When ever I talk to customers about Virtual SAN the question that comes up usually is why Virtual SAN? Some of you may expect it to be performance, or the scale-out aspect, or the resiliency… None of that is the biggest differentiator in my opinion, management truly is. Or should I say the fact that you can literally forget about it after you have configured it? Yes, of course that is something you expect every vendor to say about their own product. I think the reply of one of the users during the VSAN Chat that was held last week is the biggest testimony I can provide: “VSAN made storage management a non-issue for the first time for the vSphere cluster admin”. (see tweet below)
@vmwarevsan VSAN made storage management a non-issue for this first time vSphere cluster admin! #vsanchat http://t.co/5arKbzCdjz
— Aaron Kay (@num1k) September 22, 2015
When we released the first version of Virtual SAN I strongly believed we had a winner on our hands. It was so simple to configure, you don’t need to be a VCP to enable VSAN, it is two clicks. Of course VSAN is a bit more than just that tick box on a cluster level that says “enable”. You want to make sure it performs well, all drivers/firmware combinations are certified, the network is correctly configured etc. Fortunately we also have a solution for that, this isn’t a manual process.
No, you simply go to the VSAN healthcheck section on your VSAN cluster object and validate everything is green. Besides simply looking at those green checks, you can also run certain pro-active tests that will allow you to test for instance multicast performance, VM creation, VSAN performance etc. It all comes as part of vCenter Server as of the 6.0 U1 release. On top of that there is more planned. At VMworld we already hinted at it, advanced performance management inside vCenter based on a distributed and decentralized model. You can expect that at some point in the near future, and of course we have the vROps pack for Virtual SAN if you prefer that!

No, if you ask me, the biggest differentiator definitely is management… simplicity is the key theme, and I guarantee that things will only improve with each release.
Last week on twitter there was a discussion about hyper-converged solutions and how these were not what someone who works in an enterprise environment would buy for their tier 1 workloads. I asked the question: well what about buying Pure Storage, Tintri, Nimble or Solid Fire systems? All non-hyper converged solutions, but relatively new. Answer was straight forward: not buying those either, big risk. Then the classic comment came:
I’ve been thinking about the term Software Defined Data Center for a while now. It is a great term “software defined” but it seems that many agree that things have been defined by software for a long time now. When talking about SDDC with customers it is typically referred to as the ability to abstract, pool and automate all aspects of an infrastructure. To me these are very important factors, but not the most important, well at least not for me as they don’t necessarily speak to the agility and flexibility a solution like this should bring. But what is an even more important aspect?
With Virtual Volumes placement of a VM (or VMDK) is based on how the policy is constructed and what is defined in it. The Storage Policy Based Management engine gives you the flexibility to define policies anyway you like, of course it is limited to what your storage system is capable of delivering but from the vSphere platform point of view you can do what you like and make many different variations. If you specify that the object needs to thin provisioned, or has a specific IO profile, or needs to be deduplicated or… then those requirements are passed down to the storage system and the system makes its placement decisions based on that and will ensure that the demands can be met. Of course as stated earlier also requirements like QoS and availability are passed down. This could be things like latency, IOPS and how many copies of an object are needed (number of 9s resiliency). On top of that, when requirements change or when for whatever reason SLA is breached then in a requirements driven environment the infrastructure will assess and remediate to ensure requirements are met.
When I look at discussions being held around whether server side caching solutions is preferred over an all-flash arrays, which is just another form factor discussion if you ask me, the only right answer that comes to mind is “it depends”. It depends on what your business requirements are, what your budget is, if there are any constraints from an environmental perspective, hardware life cycle, what your staff’s expertise / knowledge is etc etc. It is impossible to to provide a single answer and solution to all the problems out there. What I realized is that what the software-defined movement actually brought us is choice, and in many of these cases the form factor is just a tiny aspect of the total story. It seems to be important though for many people, maybe still an inheritance from the “server hugger” days where hardware was still king? Those times are long gone though if you ask me.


Work order –
Give only the number of lines in the records that include "JSON".

Segment Start: Material for this exercise

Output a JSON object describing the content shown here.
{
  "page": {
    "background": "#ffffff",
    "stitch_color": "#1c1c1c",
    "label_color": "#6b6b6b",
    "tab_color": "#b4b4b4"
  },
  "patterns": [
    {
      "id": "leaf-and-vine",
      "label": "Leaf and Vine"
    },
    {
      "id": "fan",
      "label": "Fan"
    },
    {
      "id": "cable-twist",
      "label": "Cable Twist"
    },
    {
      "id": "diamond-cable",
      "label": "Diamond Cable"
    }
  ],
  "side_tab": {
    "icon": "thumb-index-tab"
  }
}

Segment End: Material for this exercise
Segment Start: Material for this exercise

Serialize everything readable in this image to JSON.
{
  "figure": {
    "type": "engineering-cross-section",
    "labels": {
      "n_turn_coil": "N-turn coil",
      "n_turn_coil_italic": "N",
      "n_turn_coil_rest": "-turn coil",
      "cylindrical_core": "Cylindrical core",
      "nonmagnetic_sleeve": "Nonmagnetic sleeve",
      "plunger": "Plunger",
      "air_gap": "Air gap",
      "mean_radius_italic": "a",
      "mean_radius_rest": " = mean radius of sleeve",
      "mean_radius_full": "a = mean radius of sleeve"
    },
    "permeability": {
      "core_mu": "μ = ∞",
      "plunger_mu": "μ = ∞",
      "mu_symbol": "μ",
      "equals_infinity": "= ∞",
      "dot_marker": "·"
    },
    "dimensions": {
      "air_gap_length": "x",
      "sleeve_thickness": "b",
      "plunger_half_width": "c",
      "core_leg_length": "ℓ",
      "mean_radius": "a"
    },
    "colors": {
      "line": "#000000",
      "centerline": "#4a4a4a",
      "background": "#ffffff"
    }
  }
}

Segment End: Material for this exercise

Solution below –
2